Year archives: 2015

Thats Write: Putting Aside the Keyboard and Using a Pen or Pencil Can be Good for Your Brain

Alan Rothman, expert knowledge manager, content strategist and project manager, discusses valuable lessons learned throughout his education that he continues to practice today. Specifically, the importance of hand written notes and hand editing electronically prepared documents remains a key component of knowledge retention, organization, and connecting critical information to projects, plans, coordinating work assignments, and delivering work product to customers. Maintaining and improving cognitive skills through handwriting is well documented, and Rothman discusses the multiple ways that writing plays an integral role at work, at home, in education, and in personal development.

Subjects: Uncategorized

Archiving Transparency and Accountability: Step 3 to Information Literacy

In Part 3 of Lorette Weldon’s series she discusses the virtual assistant she created to review with clients the search methods that were covered in face to face customer interactions. Weldon emphasizes that this methodology creates and maintains transparency, enhancing learning and sustaining relationships. Links to Part 1 and Part 2.

Subjects: Distance Learning, Libraries & Librarians, Library Marketing, Reference Services

No Paperwhite read-aloud for you! FCC again lets Amazon and friends diss people with disabilities

David Rothman continues his reporting on the status of Text to Speech applications that have yet to be added to E-Ink readers due to the FCC’s extension of vendor exemptions from complying with a key benefit for the disabled that is part of the Twenty-First Century Communications and Video Accessibility Act of 2010.

Subjects: E-Books, Gadgets, Government Resources, Internet Trends, Legislative, Utilities (Software)

Shaken Baby Syndrome: A Differential Diagnosis of Justice

Ken Strutin’s article is a comprehensive examination of how the concept of Shaken Baby Syndrome (SBS) has become a battleground where medical evidence and legal presumptions clash, testing the limits of judicial wisdom. Strutin presents a collection of recent and select court decisions, law reviews and news articles that explore the ongoing scientific and legal arguments about the definition and exclusivity of shaken baby syndrome evidence.

Subjects: Criminal Law, Legal Research

Step 2 to Information Literacy

In Part 2 of Lorette Weldon’s series, she emphasizes that to promote information literacy you would have to practice what you preach. You must retain customer interaction information so that you may add to it in forthcoming interactions. Thus says Weldon, the patrons experience both familiarity and warmth when they return to the library because the librarian remembers who they are and what they had been looking for in previous visits.

Subjects: KM, Libraries & Librarians, Library Marketing, Reference Services

Step 1 to Information Literacy

This is the first of a three part series by Lorette Weldon. She discusses the role of “The Three T’s” – talking, tinkering, and traveling, in relationship to building a bond between librarians and customers seeking reference and research services.

Subjects: Uncategorized

Tell the FCC to Require Read-Aloud for Future Kindles and Other E Ink Devices

Want read-aloud in Kindles and other readers? Use FCC’s easy online form by January 9, 2015. David H. Rothman calls attention to a pivotal upcoming event for readers everywhere: On January 28, 2015 if the Federal Communications Commission makes the right choice, a regulatory waiver will expire. The waiver has exempted Amazon and other E Ink manufacturers from having to comply with rules based on the 21st Century Communications and Video Accessibility Act signed by President Obama in 2010. Last year, at the urging of the National Federation for the Blind, scores of blind people objected to the waiver. And the FCC listened. “We believe that, given the swift pace at which e-reader and tablet technologies are evolving and the expanding role of ACS in electronic devices, granting a waiver beyond this period is outweighed by the public interest and congressional intent to ensure that Americans with disabilities have access to advanced communications technologies.”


The task calls for the lines from the start of the entries below through the line with "Image is 520x298 pixels.", given again verbatim, with every picture dropped.

Given records:
________

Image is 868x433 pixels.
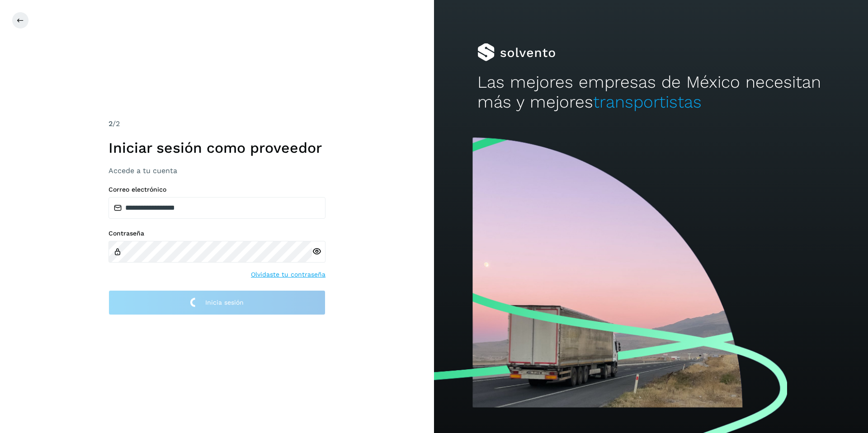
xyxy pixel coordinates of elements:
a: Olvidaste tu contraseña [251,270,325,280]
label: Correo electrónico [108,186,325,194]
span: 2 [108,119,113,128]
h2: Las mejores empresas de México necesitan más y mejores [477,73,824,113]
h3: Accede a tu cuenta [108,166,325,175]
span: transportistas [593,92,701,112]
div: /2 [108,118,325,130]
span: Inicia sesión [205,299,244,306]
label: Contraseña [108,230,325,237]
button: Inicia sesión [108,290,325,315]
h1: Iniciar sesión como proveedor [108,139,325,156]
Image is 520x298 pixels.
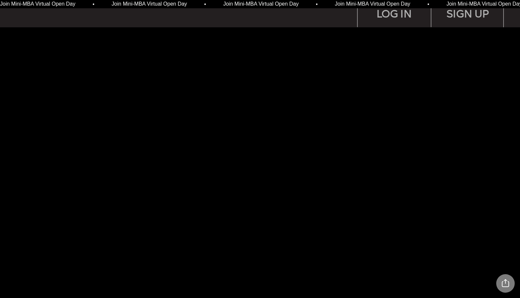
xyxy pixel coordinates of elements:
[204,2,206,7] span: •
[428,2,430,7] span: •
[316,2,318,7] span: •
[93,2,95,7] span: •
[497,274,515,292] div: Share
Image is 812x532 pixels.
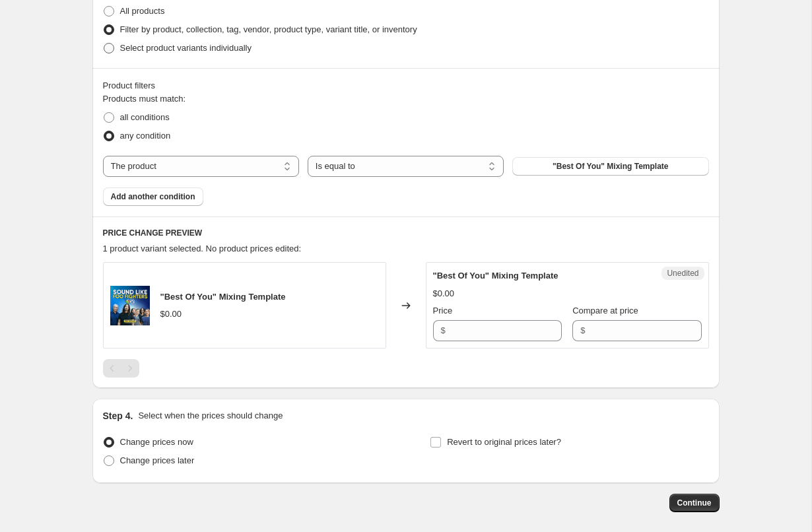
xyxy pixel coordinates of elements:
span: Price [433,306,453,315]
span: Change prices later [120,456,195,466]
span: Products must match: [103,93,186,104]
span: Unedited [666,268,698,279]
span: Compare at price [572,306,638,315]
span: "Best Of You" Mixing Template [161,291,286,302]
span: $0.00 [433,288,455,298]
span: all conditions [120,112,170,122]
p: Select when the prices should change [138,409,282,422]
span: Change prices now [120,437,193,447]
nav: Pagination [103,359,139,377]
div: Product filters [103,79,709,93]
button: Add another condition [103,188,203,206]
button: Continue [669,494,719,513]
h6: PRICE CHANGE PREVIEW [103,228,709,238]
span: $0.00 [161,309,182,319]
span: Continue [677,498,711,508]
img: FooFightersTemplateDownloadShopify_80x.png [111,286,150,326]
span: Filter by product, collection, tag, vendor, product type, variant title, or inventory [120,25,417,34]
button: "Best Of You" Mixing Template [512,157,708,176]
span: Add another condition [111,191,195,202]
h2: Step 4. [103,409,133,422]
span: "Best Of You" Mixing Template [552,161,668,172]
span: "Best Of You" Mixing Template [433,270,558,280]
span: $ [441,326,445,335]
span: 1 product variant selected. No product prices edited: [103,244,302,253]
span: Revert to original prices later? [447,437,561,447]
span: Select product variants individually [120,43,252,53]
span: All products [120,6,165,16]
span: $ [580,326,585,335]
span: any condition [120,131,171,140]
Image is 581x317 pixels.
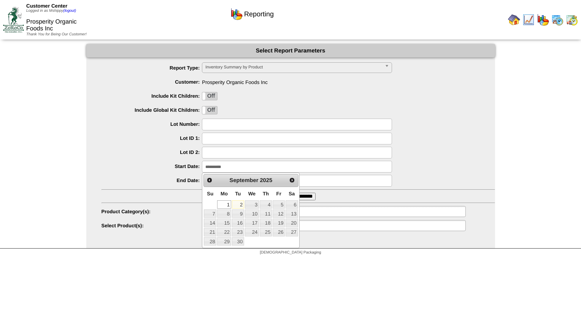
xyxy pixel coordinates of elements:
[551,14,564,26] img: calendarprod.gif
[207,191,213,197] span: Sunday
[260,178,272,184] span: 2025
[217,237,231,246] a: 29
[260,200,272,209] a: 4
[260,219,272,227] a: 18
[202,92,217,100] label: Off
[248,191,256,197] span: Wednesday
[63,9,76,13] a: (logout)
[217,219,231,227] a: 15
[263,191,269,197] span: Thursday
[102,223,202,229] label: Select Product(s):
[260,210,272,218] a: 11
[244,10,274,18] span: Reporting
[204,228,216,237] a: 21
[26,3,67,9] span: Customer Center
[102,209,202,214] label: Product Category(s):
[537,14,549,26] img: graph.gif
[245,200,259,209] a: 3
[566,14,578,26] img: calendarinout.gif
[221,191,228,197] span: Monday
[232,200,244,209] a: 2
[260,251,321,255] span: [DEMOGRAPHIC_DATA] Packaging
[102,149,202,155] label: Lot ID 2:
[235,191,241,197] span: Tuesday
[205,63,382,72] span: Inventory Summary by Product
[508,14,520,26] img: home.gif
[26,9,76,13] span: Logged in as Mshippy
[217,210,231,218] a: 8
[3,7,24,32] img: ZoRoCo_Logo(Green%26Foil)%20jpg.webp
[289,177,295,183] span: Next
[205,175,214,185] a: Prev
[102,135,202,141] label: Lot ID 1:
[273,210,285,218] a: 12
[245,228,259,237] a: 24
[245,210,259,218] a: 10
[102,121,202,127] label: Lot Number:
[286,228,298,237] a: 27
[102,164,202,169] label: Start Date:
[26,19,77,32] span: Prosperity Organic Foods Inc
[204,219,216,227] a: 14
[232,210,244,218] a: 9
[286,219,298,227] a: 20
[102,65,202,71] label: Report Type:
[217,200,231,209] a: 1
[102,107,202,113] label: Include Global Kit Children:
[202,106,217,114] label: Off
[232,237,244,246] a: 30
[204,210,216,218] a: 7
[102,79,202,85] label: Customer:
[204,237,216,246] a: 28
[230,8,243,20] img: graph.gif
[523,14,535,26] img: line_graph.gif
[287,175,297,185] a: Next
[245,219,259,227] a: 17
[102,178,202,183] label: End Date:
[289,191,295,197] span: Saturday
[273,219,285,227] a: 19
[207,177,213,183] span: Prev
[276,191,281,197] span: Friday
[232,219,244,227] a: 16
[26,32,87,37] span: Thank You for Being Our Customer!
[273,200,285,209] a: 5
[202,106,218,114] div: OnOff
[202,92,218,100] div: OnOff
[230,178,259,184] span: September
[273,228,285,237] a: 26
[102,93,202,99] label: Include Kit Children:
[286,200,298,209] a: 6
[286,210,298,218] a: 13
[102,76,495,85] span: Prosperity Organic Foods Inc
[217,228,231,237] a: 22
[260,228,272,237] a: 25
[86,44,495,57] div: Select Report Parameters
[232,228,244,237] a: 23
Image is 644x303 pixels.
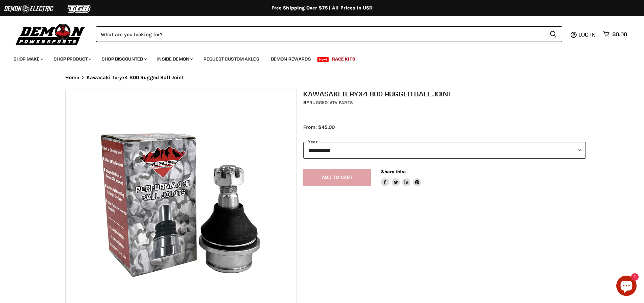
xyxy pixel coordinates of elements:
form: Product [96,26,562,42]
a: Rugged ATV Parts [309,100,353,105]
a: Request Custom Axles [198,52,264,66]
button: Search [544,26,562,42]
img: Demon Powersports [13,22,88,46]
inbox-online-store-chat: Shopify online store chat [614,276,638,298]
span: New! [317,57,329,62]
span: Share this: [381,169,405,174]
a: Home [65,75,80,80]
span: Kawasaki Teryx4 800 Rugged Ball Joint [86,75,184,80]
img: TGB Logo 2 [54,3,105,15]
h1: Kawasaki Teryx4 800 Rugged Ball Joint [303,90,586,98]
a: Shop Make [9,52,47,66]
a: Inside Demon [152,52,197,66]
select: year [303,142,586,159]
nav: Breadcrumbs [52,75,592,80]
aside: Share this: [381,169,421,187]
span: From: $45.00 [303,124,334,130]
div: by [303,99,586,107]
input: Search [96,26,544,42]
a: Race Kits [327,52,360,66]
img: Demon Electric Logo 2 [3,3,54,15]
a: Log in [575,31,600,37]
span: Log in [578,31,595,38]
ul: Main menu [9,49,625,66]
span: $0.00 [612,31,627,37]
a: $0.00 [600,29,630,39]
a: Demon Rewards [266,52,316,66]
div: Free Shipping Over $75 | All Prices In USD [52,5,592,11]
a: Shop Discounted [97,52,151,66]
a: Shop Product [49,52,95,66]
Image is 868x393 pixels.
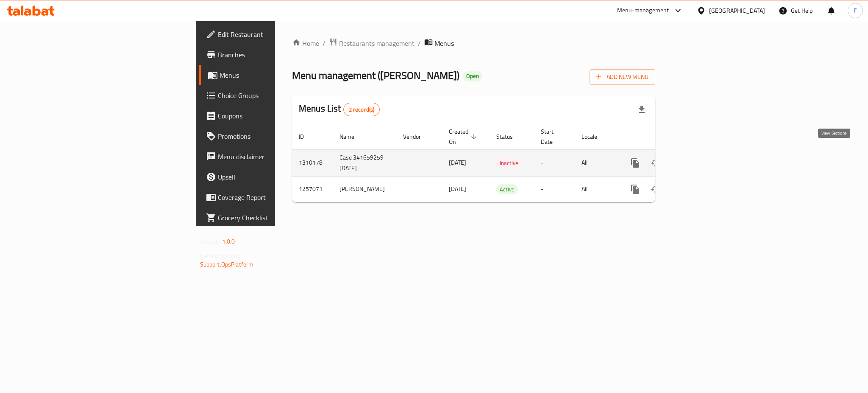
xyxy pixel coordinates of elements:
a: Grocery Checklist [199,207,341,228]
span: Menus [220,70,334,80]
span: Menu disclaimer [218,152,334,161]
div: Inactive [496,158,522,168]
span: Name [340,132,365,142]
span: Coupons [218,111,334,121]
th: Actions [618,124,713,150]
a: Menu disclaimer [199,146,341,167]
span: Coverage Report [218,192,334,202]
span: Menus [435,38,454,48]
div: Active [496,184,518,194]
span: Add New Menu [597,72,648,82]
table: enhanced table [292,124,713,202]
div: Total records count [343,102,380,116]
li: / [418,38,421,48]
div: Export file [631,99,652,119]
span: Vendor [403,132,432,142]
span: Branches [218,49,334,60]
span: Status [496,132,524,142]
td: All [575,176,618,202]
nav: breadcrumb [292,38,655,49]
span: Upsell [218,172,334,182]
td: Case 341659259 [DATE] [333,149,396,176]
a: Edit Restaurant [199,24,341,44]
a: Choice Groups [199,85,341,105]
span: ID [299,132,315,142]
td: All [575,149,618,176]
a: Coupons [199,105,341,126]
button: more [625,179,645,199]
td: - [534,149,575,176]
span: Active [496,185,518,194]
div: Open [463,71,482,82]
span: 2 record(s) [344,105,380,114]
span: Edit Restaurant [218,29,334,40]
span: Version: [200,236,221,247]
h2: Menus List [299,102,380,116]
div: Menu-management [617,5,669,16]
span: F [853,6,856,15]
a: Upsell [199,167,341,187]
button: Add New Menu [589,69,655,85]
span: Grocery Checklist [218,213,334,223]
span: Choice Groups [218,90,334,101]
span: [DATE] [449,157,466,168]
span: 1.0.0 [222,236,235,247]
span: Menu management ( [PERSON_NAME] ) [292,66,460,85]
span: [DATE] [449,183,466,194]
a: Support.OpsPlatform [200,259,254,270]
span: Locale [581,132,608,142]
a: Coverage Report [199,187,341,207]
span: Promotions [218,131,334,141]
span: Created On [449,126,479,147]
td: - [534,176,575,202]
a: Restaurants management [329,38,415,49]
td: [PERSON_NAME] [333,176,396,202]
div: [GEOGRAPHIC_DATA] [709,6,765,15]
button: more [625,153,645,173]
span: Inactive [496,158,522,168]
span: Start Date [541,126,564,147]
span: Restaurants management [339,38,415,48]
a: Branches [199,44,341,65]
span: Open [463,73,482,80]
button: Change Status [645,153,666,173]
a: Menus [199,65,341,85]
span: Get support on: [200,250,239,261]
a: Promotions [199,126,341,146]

________

Your response:
Image is 868x433 pixels.
xyxy pixel coordinates of elements:
a: Olvidaste tu contraseña [251,270,325,280]
label: Correo electrónico [108,186,325,194]
span: 2 [108,119,113,128]
h2: Las mejores empresas de México necesitan más y mejores [477,73,824,113]
h3: Accede a tu cuenta [108,166,325,175]
span: transportistas [593,92,701,112]
div: /2 [108,118,325,130]
span: Inicia sesión [205,299,244,306]
label: Contraseña [108,230,325,237]
button: Inicia sesión [108,290,325,315]
h1: Iniciar sesión como proveedor [108,139,325,156]
Image is 520x298 pixels.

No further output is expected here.